The cemetery was opened during the 1850s to replace the Strangers' Burying Ground, which had been established in 1826 and closed in 1855. It is part of the non-profit Mount Pleasant Group of Cemeteries, which also includes Mount Pleasant Cemetery and York Cemetery in Toronto, among others.
Henry Box Brown, African American who famously escaped slavery in 1848 by mailing himself in a custom-made box from Richmond to Philadelphia. He later became a lecturer and entertainer, spending his last two decades in Toronto. [citation needed]
Royal Air Force pilots Durlin D. Bushell, Augustus White, Howard Harris and Arthur Green; died from Spanish flu (1918)

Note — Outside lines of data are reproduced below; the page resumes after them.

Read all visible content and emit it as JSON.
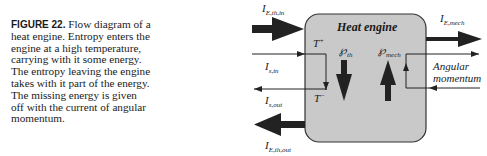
{
  "caption": {
    "figure_label": "FIGURE 22.",
    "text": "Flow diagram of a heat engine. Entropy enters the engine at a high temperature, carrying with it some energy. The entropy leaving the engine takes with it part of the energy. The missing energy is given off with the current of angular momentum."
  },
  "diagram": {
    "box_title": "Heat engine",
    "box_fill": "#c9c9c9",
    "labels": {
      "energy_thermal_in": {
        "main": "I",
        "sub": "E,th,in"
      },
      "entropy_in": {
        "main": "I",
        "sub": "s,in"
      },
      "entropy_out": {
        "main": "I",
        "sub": "s,out"
      },
      "energy_thermal_out": {
        "main": "I",
        "sub": "E,th,out"
      },
      "energy_mech": {
        "main": "I",
        "sub": "E,mech"
      },
      "temp_high": {
        "main": "T",
        "sup": "+"
      },
      "temp_low": {
        "main": "T",
        "sup": "−"
      },
      "power_thermal": {
        "main": "℘",
        "sub": "th"
      },
      "power_mech": {
        "main": "℘",
        "sub": "mech"
      },
      "angular_1": "Angular",
      "angular_2": "momentum"
    }
  }
}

Kay Christie (1911–1994)– Canadian Nursing Sister in Hong Kong during the Japanese Invasion during World War II. One of two Canadian Nursing sisters to have been held as a Prisoner of War.
Mollie Christie (1913–2013)– Prominent figure in the early days of Toronto's social welfare services; Founding Executive Director of the Community Information Centre of Metropolitan Toronto (now accessible by "211" help line and 211.ontario.ca website)[3]
Ainsworth Dyer– a corporal in Princess Patricia's Canadian Light Infantry and died in Afghanistan in 2002
Robert Alexander Fyfe (1816–1878)– Canadian educator, churchman (first President of Woodstock College).
Ned Hanlan– world-champion oarsman. Hanlan's Point Beach was named after the family hotel at Hanlan's Point, built c. 1870 by his father, John, a fisherman-turned-hotelier.
Samuel Lount Upper Canada MLA; an organizer of the Upper Canada Rebellion of 1837, for which he was hanged, and so made martyr to the Upper Canadian Reform movement.
Beverly Randolph Snow (1799–1856). Born enslaved he was manumitted in 1829. Snow became an early black entrepreneur and restaurateur in Washington DC and then Toronto. In August 1835 his Epicurean Eating House was destroyed by a white mob during a race riot subsequently known as the "Snow Riot" or "Snow Storm".
Joseph Burr Tyrrell (1858–1957)– discovered that dinosaurs once roamed Alberta's Bad Lands
David Ward (1817–1881) & Family, English-born settler of Ward's Island, interred along with four of his five daughters at Plot F-157. David was a fisherman and hotelier for whom Ward's Island was named. Lost his five surviving daughters to drowning in Lake Ontario on May 11, 1862, in a boating mishap. A son, William, survived. (William's first wife, Charlotte Ford, also died young, of tuberculosis, and is also interred here. A close friend, rower Ned Hanlan, above, had served as a witness to their wedding.)[5]
The cemetery contains the war graves of 34 Commonwealth service personnel, 29 from World War I and five from World War II. Most of these are in Section X.[6]